All Images: Faircharm Trading Estate, Southwest Leicester, May 2016 |
For me, a major
pleasure of living in a city is that moment when you suddenly discover a pleasing
tract of unfamiliar new territory that’s been under your nose all along. It’s
something that often occurs when one deviates slightly from a familiar beaten
track, and is, I suppose, made possible by the fractal complexity of the
densely built, historically layered environment. Thus it was for me, just the other day.
I was late climbing
onto my bike saddle this year, mostly due to the generally disappointing nature
of much of the weather, so far. I can
cycle in the cold, - anyone can with enough layered clothing, but there’s no
denying that much of the pleasure of cycling is stripped away by buffeting wind
and driving rain. I’m not one of those
adrenalised characters who gets-off on challenges to my physical endurance, and
I don’t really need to find new routes to discomfort. Frustratingly, once the climate did perk up
sufficiently to tempt me out on two wheels, - my perennial knee problems
quickly reappeared to remind me of my physical limitations all over again.
Despite that, (and as I say every year now), it still feels too soon to just give up trying altogether - even if that means reducing the speed/distances I can achieve; pacing the reintroduction of my rides in a more measured fashion; or just seeking the next level of medical intervention. For that reason, when I ventured back out the other day, I was very consciously in pottering-with-the-camera mode, and of a mind to explore my immediate environs - rather than to even pretend I was in for the long haul. The photos you see here all result from a minor deviation from a very familiar route, and a little time spent nosing around a small trading estate in Leicester that I’ve always known was there, - but had never bothered to explore properly.
I don’t need to
explain my slightly eccentric relish for such mundane, workaday environments,
do I? - Not to regular visitors, at least.
In fact, I did have the excuse of researching the location of a potential
picture framer, but the whole exercise soon became one of purely hanging around
and absorbing the intrinsic qualities of a new place. That whole ‘Sense of Place’ idea was one that
used to get talked about a lot when I was a student and remains central to the
way I experience the world, and at the core of much of my art work.
As such places go, Faircharm Trading Estate, (what a name!), differs from the standard grid of anonymous, purely functional brick or corrugated steel boxes, normally implied by the term. Instead, it’s a far more irregular cluster of pleasingly dilapidated, generally older buildings, on either bank of a minor tributary canal. The site once lay adjacent to a railway line, but that is now transformed into a cycle/foot/bridle path on the fringes of a riverside park. It’s accessed via minor back roads – and has a distinctly semi-rural, Edgelands flavour.
Having quickly located the framing business I was looking for, I ventured across the site’s canal bridge, and further into the complex of (mostly) several-story buildings. Many spoke of Leicester’s once-energetic manufacturing heritage, and most implied a story of repeated change of use. The current situation is one of numerous opportunistic, small-to-medium enterprises, making do with shabby, but I assume, affordable accommodation. The layout creates a succession of sub-spaces, - each with its own distinct atmosphere, from sun-lit piazza to dank, vaguely Dickensian corners. More practically minded visitors, - perhaps on a day less favourably blessed with golden sunlight, might struggle to fathom the appeal of all this. However, I find I can lurk around such locations for ages, - just soaking up the resonances. All that picturesque entropy is too delicious to ignore, as is the plentiful evidence of changing usage, or of commercial activity - both old and new. Once again, regular readers probably won’t be too surprised by such enthusiasms, and I guess you either get it or you don’t.
Inevitably, having recorded a few general vistas, my camera soon zoomed in on some of the finer, nominally inconsequential details. Amongst these were a few pleasing bits of signage and fragments, (or revenants) of text, and an always irresistible smidgeon of hazard tape. But the real treasure was a marvelous selection of blind or whited-out windows. Again, such motifs are hardly unknown on my hard drive (or on here), but I can never get enough of this kind of stuff, - and some of these really were gorgeous. They speak directly to my current fascination with notions of lost voices, forgotten meanings, abandoned activities, failed communications, and good old entropy. And, of course, they also chime perfectly with my love of grids and formal geometries; and with that whole variation-within-a-standard-model routine.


- [Brief] Repeat the data exactly, with every line included.

- [Material for the task]
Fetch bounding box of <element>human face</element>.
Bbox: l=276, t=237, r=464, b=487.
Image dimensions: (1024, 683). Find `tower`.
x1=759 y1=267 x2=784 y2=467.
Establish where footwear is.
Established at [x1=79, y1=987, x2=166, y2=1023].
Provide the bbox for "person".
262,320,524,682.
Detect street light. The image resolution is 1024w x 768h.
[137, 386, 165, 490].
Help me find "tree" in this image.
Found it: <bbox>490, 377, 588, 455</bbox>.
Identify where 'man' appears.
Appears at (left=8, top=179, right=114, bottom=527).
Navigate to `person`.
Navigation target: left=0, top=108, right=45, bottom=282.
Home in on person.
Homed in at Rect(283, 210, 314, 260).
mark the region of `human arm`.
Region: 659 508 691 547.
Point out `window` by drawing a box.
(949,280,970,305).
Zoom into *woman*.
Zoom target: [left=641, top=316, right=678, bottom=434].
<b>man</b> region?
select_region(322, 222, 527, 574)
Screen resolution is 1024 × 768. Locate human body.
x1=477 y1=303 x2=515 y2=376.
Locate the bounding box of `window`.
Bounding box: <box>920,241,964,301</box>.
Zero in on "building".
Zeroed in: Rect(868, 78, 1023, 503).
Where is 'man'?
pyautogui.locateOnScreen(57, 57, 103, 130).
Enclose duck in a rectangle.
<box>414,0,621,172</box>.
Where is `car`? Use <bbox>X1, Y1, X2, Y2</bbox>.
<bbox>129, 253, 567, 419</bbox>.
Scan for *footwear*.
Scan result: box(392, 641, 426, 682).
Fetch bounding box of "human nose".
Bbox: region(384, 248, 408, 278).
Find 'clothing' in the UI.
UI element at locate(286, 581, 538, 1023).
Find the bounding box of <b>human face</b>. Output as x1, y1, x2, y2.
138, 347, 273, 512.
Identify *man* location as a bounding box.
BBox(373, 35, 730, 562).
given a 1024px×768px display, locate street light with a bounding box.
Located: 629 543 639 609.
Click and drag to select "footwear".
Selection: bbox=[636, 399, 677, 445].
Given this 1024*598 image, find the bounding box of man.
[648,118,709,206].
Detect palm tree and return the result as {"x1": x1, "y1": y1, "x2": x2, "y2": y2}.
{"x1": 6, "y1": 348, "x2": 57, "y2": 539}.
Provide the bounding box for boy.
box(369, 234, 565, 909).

- [Solution to this problem]
Fetch bounding box of <element>human face</element>.
Bbox: l=276, t=237, r=464, b=487.
Image dimensions: (1024, 683). Find `tower`.
x1=759 y1=267 x2=784 y2=467.
Establish where footwear is.
Established at [x1=79, y1=987, x2=166, y2=1023].
Provide the bbox for "person".
262,320,524,682.
Detect street light. The image resolution is 1024w x 768h.
[137, 386, 165, 490].
Help me find "tree" in this image.
Found it: <bbox>490, 377, 588, 455</bbox>.
Identify where 'man' appears.
Appears at (left=8, top=179, right=114, bottom=527).
Navigate to `person`.
Navigation target: left=0, top=108, right=45, bottom=282.
Home in on person.
Homed in at Rect(283, 210, 314, 260).
mark the region of `human arm`.
Region: 659 508 691 547.
Point out `window` by drawing a box.
(949,280,970,305).
Zoom into *woman*.
Zoom target: [left=641, top=316, right=678, bottom=434].
<b>man</b> region?
select_region(322, 222, 527, 574)
Screen resolution is 1024 × 768. Locate human body.
x1=477 y1=303 x2=515 y2=376.
Locate the bounding box of `window`.
Bounding box: <box>920,241,964,301</box>.
Zero in on "building".
Zeroed in: Rect(868, 78, 1023, 503).
Where is 'man'?
pyautogui.locateOnScreen(57, 57, 103, 130).
Enclose duck in a rectangle.
<box>414,0,621,172</box>.
Where is `car`? Use <bbox>X1, Y1, X2, Y2</bbox>.
<bbox>129, 253, 567, 419</bbox>.
Scan for *footwear*.
Scan result: box(392, 641, 426, 682).
Fetch bounding box of "human nose".
Bbox: region(384, 248, 408, 278).
Find 'clothing' in the UI.
UI element at locate(286, 581, 538, 1023).
Find the bounding box of <b>human face</b>. Output as x1, y1, x2, y2.
138, 347, 273, 512.
Identify *man* location as a bounding box.
BBox(373, 35, 730, 562).
given a 1024px×768px display, locate street light with a bounding box.
Located: 629 543 639 609.
Click and drag to select "footwear".
Selection: bbox=[636, 399, 677, 445].
Given this 1024*598 image, find the bounding box of man.
[648,118,709,206].
Detect palm tree and return the result as {"x1": x1, "y1": y1, "x2": x2, "y2": y2}.
{"x1": 6, "y1": 348, "x2": 57, "y2": 539}.
Provide the bounding box for boy.
box(369, 234, 565, 909).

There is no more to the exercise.